Decameron Third Day, Seventh Story Summary

Tedaldo degli Elisei

  • Storyteller: Emilia
  • Tedaldo degli Elisei (a Florentine) has the bad luck to fall in love with Monna Ermellina, who's inconveniently married to another man, Aldobrandino Palermini.
  • For a while, it works out: Ermellina gives him, um, what he asks for and he's very pleased.
  • But suddenly, she refuses to see him without giving a reason.
  • Tedaldo's devastated, so he decides to slink away without telling anyone except one friend.
  • He arrives in Ancona and takes the name Filippo di Sanlodecchio.
  • This Filippo finds employment with a merchant and he immediately ships off for Cyprus.
  • He does so well in his new position that he's rewarded with a good salary and great responsibility. Things stay like this for seven years.
  • But one day, Filippo hears someone singing a song that he'd composed about his former lover, and all of his longing returns. He decides to return home to catch a glimpse of her.
  • When he arrives in Florence, he walks to Ermellina's house and finds that it's been closed up.
  • Filippo then walks on to his former home and sees his brothers standing around, all dressed in black.
  • He asks around and finds out that his own brothers are in mourning because their brother Tedaldo (i.e. himself) had been murdered.
  • Filippo/Tedaldo is even more amazed to hear that Aldobrandino has been accused of his murder.
  • As he tries to sleep at his inn that night, Tedaldo sees three men enter from the roof and confess to the murder of a man they call Tedaldo.
  • The real Tedaldo knows that he has to do something to save Aldobrandino (even though he's the husband of his lady love), so he comes up with a plan.
  • First, he visits Ermellina to learn why she snubbed him so long ago.
  • She doesn't recognize him and Tedaldo manages to impress her so much with his intimate knowledge of her situation that Ermellina thinks he's a prophet.
  • Tedaldo exploits that very nicely. He tells Ermellina that God's angry with her for one particular sin that she committed in her youth (i.e. rejecting Tedaldo).
  • Ermellina tells him that she cut off Tedaldo because a friar told her she'd wind up in the deepest pit of Hell if she continued her affair.
  • Tedaldo tells her that he's a friar himself (FYI, a total lie) and he can say with total certainty that "modern" friars are far from holy.
  • In fact, they only want women and money, so they torment lay people with stories of hell and punishments.
  • Tedaldo spends a long time on the wickedness of friars to say one thing: friars denounce the sins of lay people so that they can clear the way to perpetrate those sins themselves.
  • He convinces Ermellina that she, in fact, had stolen from Tedaldo (because she had given herself to him and then took herself away) and sent him into exile and ultimately caused him to be murdered.
  • Isn't that much worse, he says, than garden-variety adultery?
  • To sum up: Ermellina's husband is about to die for murder and she herself is in despair all because of her stupid need to follow the advice of a "holy man."
  • The "friar" makes her promise that if Tedaldo should return, she'll give herself to him again.
  • Ermellina thinks that this is nuts—she's seen Tedaldo's dead body—but she promises.
  • With that, Tedaldo shows her a ring that she'd given to him on their last night and reveals his identity.
  • Ermellina's mighty freaked out. She thinks Tedaldo has come back from the grave.
  • After a few kisses, Tedaldo's off to see Aldobrandino in jail. Still disguised, he asks Aldo to do one thing if he's freed: forgive Tedaldo's brothers for landing him in jail.
  • Aldobrandino promises readily to do this—and Tedaldo is off again to see the judge.
  • In the end, Tedaldo manages to convince the judge that the two innkeeper brothers were guilty of the murder in question.
  • The men are arrested and confess to the murder of Tedaldo, but the reason they give is interesting: the man had been pestering one of their wives and had tried to rape her.
  • So the thugs are summarily dispatched and Aldobrandino is released. There's much rejoicing in his house, but still no one knows that Tedaldo's really alive.
  • Aldobrandino makes good on his promise to reconcile with Tedaldo's brothers and invites them for a banquet, where he pardons them in public.
  • Finally, Tedaldo reveals himself to them. At first, they don't believe he's alive. He has to convince them by relating things only the real Tedaldo would know.
  • After the partying dies down (a few days, give or take), Tedaldo settles back into his life.
  • The people of Florence still weren't 100% convinced that he was the real Tedaldo. Then they learn, by accident, who the real dead man was.
  • One day, a group of soldiers passes through town and greets Tedaldo by the name Faziulo. As soon as Tedaldo speaks, they realize their mistake, but the description they give of their missing friend and his clothing fit the murdered man to a tee.
  • Now that the question of his identity is cleared up, Tedaldo lives happily ever after.
  • And no—Ermellina never refuses him again.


Problem details:
Please produce a character-exact copy of the listing that follows, omitting all images.

Provided records:
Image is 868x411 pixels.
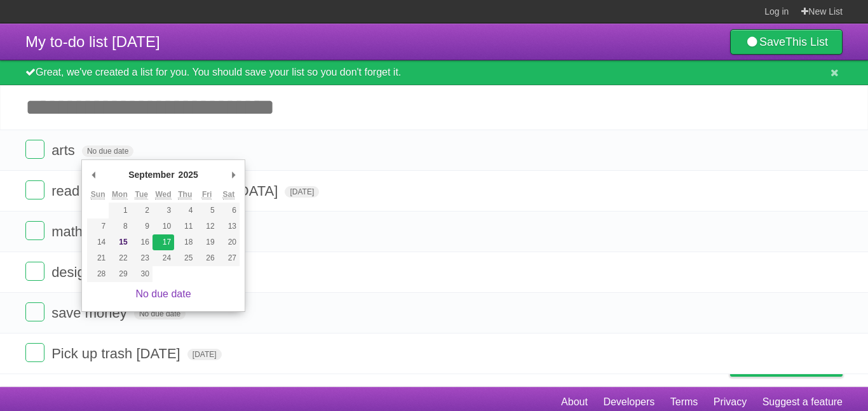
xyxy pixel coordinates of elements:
[112,190,128,199] abbr: Monday
[109,234,130,250] button: 15
[25,302,44,321] label: Done
[174,250,196,266] button: 25
[25,33,160,51] span: My to-do list [DATE]
[25,139,44,158] label: Done
[202,190,212,199] abbr: Friday
[174,219,196,234] button: 11
[25,180,44,199] label: Done
[177,165,200,184] div: 2025
[196,219,217,234] button: 12
[87,165,99,184] button: Previous Month
[730,30,843,55] a: SaveThis List
[25,343,44,362] label: Done
[126,165,176,184] div: September
[51,305,130,320] span: save money
[109,203,130,219] button: 1
[196,234,217,250] button: 19
[135,288,191,299] a: No due date
[785,36,828,48] b: This List
[51,264,96,280] span: design
[155,190,171,199] abbr: Wednesday
[153,234,174,250] button: 17
[87,266,109,282] button: 28
[109,219,130,234] button: 8
[196,203,217,219] button: 5
[87,250,109,266] button: 21
[218,219,240,234] button: 13
[51,142,78,158] span: arts
[187,348,221,360] span: [DATE]
[91,190,105,199] abbr: Sunday
[196,250,217,266] button: 26
[87,219,109,234] button: 7
[109,250,130,266] button: 22
[218,250,240,266] button: 27
[131,203,153,219] button: 2
[82,145,133,157] span: No due date
[218,203,240,219] button: 6
[178,190,192,199] abbr: Thursday
[153,250,174,266] button: 24
[51,346,184,361] span: Pick up trash [DATE]
[51,183,281,199] span: read book in [GEOGRAPHIC_DATA]
[131,250,153,266] button: 23
[131,266,153,282] button: 30
[51,224,85,239] span: math
[109,266,130,282] button: 29
[135,190,147,199] abbr: Tuesday
[285,186,319,198] span: [DATE]
[87,234,109,250] button: 14
[25,261,44,280] label: Done
[756,354,836,376] span: Buy me a coffee
[227,165,240,184] button: Next Month
[174,234,196,250] button: 18
[153,219,174,234] button: 10
[153,203,174,219] button: 3
[131,234,153,250] button: 16
[134,308,186,320] span: No due date
[25,221,44,240] label: Done
[131,219,153,234] button: 9
[218,234,240,250] button: 20
[174,203,196,219] button: 4
[223,190,235,199] abbr: Saturday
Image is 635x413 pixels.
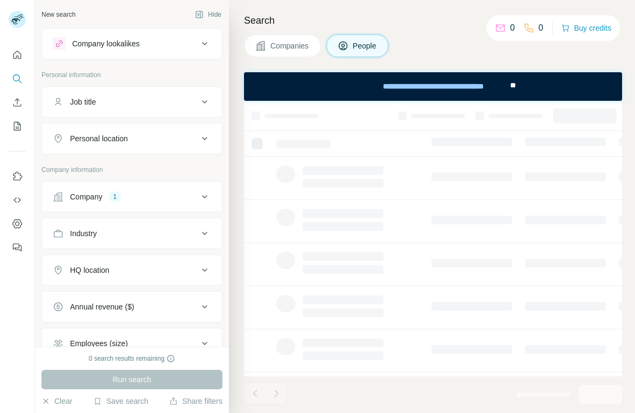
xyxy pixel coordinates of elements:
[70,264,109,275] div: HQ location
[41,10,75,19] div: New search
[42,257,222,283] button: HQ location
[9,45,26,65] button: Quick start
[42,89,222,115] button: Job title
[244,72,622,101] iframe: Banner
[42,330,222,356] button: Employees (size)
[270,40,310,51] span: Companies
[70,191,102,202] div: Company
[70,228,97,239] div: Industry
[539,22,543,34] p: 0
[70,301,134,312] div: Annual revenue ($)
[42,31,222,57] button: Company lookalikes
[353,40,378,51] span: People
[9,190,26,210] button: Use Surfe API
[9,238,26,257] button: Feedback
[109,192,121,201] div: 1
[510,22,515,34] p: 0
[89,353,176,363] div: 0 search results remaining
[187,6,229,23] button: Hide
[72,38,139,49] div: Company lookalikes
[561,20,611,36] button: Buy credits
[70,338,128,348] div: Employees (size)
[9,93,26,112] button: Enrich CSV
[70,96,96,107] div: Job title
[244,13,622,28] h4: Search
[9,116,26,136] button: My lists
[41,70,222,80] p: Personal information
[9,166,26,186] button: Use Surfe on LinkedIn
[93,395,148,406] button: Save search
[9,69,26,88] button: Search
[42,220,222,246] button: Industry
[41,395,72,406] button: Clear
[42,294,222,319] button: Annual revenue ($)
[169,395,222,406] button: Share filters
[42,184,222,210] button: Company1
[70,133,128,144] div: Personal location
[41,165,222,175] p: Company information
[9,214,26,233] button: Dashboard
[42,125,222,151] button: Personal location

Answer:
Image is 868x411 pixels.
xyxy pixel coordinates of elements:
[112,190,128,199] abbr: Monday
[109,234,130,250] button: 15
[25,302,44,321] label: Done
[174,250,196,266] button: 25
[25,33,160,51] span: My to-do list [DATE]
[25,139,44,158] label: Done
[202,190,212,199] abbr: Friday
[174,219,196,234] button: 11
[25,180,44,199] label: Done
[177,165,200,184] div: 2025
[196,219,217,234] button: 12
[87,165,99,184] button: Previous Month
[730,30,843,55] a: SaveThis List
[25,343,44,362] label: Done
[126,165,176,184] div: September
[51,305,130,320] span: save money
[109,203,130,219] button: 1
[196,234,217,250] button: 19
[135,288,191,299] a: No due date
[785,36,828,48] b: This List
[51,264,96,280] span: design
[155,190,171,199] abbr: Wednesday
[153,234,174,250] button: 17
[87,266,109,282] button: 28
[109,219,130,234] button: 8
[196,203,217,219] button: 5
[87,250,109,266] button: 21
[218,219,240,234] button: 13
[51,142,78,158] span: arts
[187,348,221,360] span: [DATE]
[91,190,105,199] abbr: Sunday
[196,250,217,266] button: 26
[87,219,109,234] button: 7
[109,250,130,266] button: 22
[218,250,240,266] button: 27
[131,203,153,219] button: 2
[82,145,133,157] span: No due date
[218,203,240,219] button: 6
[178,190,192,199] abbr: Thursday
[153,250,174,266] button: 24
[51,346,184,361] span: Pick up trash [DATE]
[51,183,281,199] span: read book in [GEOGRAPHIC_DATA]
[131,250,153,266] button: 23
[131,266,153,282] button: 30
[51,224,85,239] span: math
[109,266,130,282] button: 29
[135,190,147,199] abbr: Tuesday
[285,186,319,198] span: [DATE]
[87,234,109,250] button: 14
[25,261,44,280] label: Done
[756,354,836,376] span: Buy me a coffee
[227,165,240,184] button: Next Month
[174,234,196,250] button: 18
[153,219,174,234] button: 10
[153,203,174,219] button: 3
[131,234,153,250] button: 16
[134,308,186,320] span: No due date
[25,221,44,240] label: Done
[131,219,153,234] button: 9
[218,234,240,250] button: 20
[174,203,196,219] button: 4
[223,190,235,199] abbr: Saturday
Image is 635x413 pixels.
xyxy pixel coordinates of elements:
[70,264,109,275] div: HQ location
[41,10,75,19] div: New search
[42,257,222,283] button: HQ location
[9,45,26,65] button: Quick start
[42,89,222,115] button: Job title
[244,72,622,101] iframe: Banner
[42,330,222,356] button: Employees (size)
[270,40,310,51] span: Companies
[70,191,102,202] div: Company
[70,228,97,239] div: Industry
[539,22,543,34] p: 0
[70,301,134,312] div: Annual revenue ($)
[42,31,222,57] button: Company lookalikes
[353,40,378,51] span: People
[9,190,26,210] button: Use Surfe API
[9,238,26,257] button: Feedback
[109,192,121,201] div: 1
[510,22,515,34] p: 0
[89,353,176,363] div: 0 search results remaining
[187,6,229,23] button: Hide
[72,38,139,49] div: Company lookalikes
[561,20,611,36] button: Buy credits
[70,338,128,348] div: Employees (size)
[9,93,26,112] button: Enrich CSV
[70,96,96,107] div: Job title
[244,13,622,28] h4: Search
[9,116,26,136] button: My lists
[41,70,222,80] p: Personal information
[9,166,26,186] button: Use Surfe on LinkedIn
[93,395,148,406] button: Save search
[9,69,26,88] button: Search
[42,220,222,246] button: Industry
[41,395,72,406] button: Clear
[42,294,222,319] button: Annual revenue ($)
[169,395,222,406] button: Share filters
[42,184,222,210] button: Company1
[70,133,128,144] div: Personal location
[41,165,222,175] p: Company information
[9,214,26,233] button: Dashboard
[42,125,222,151] button: Personal location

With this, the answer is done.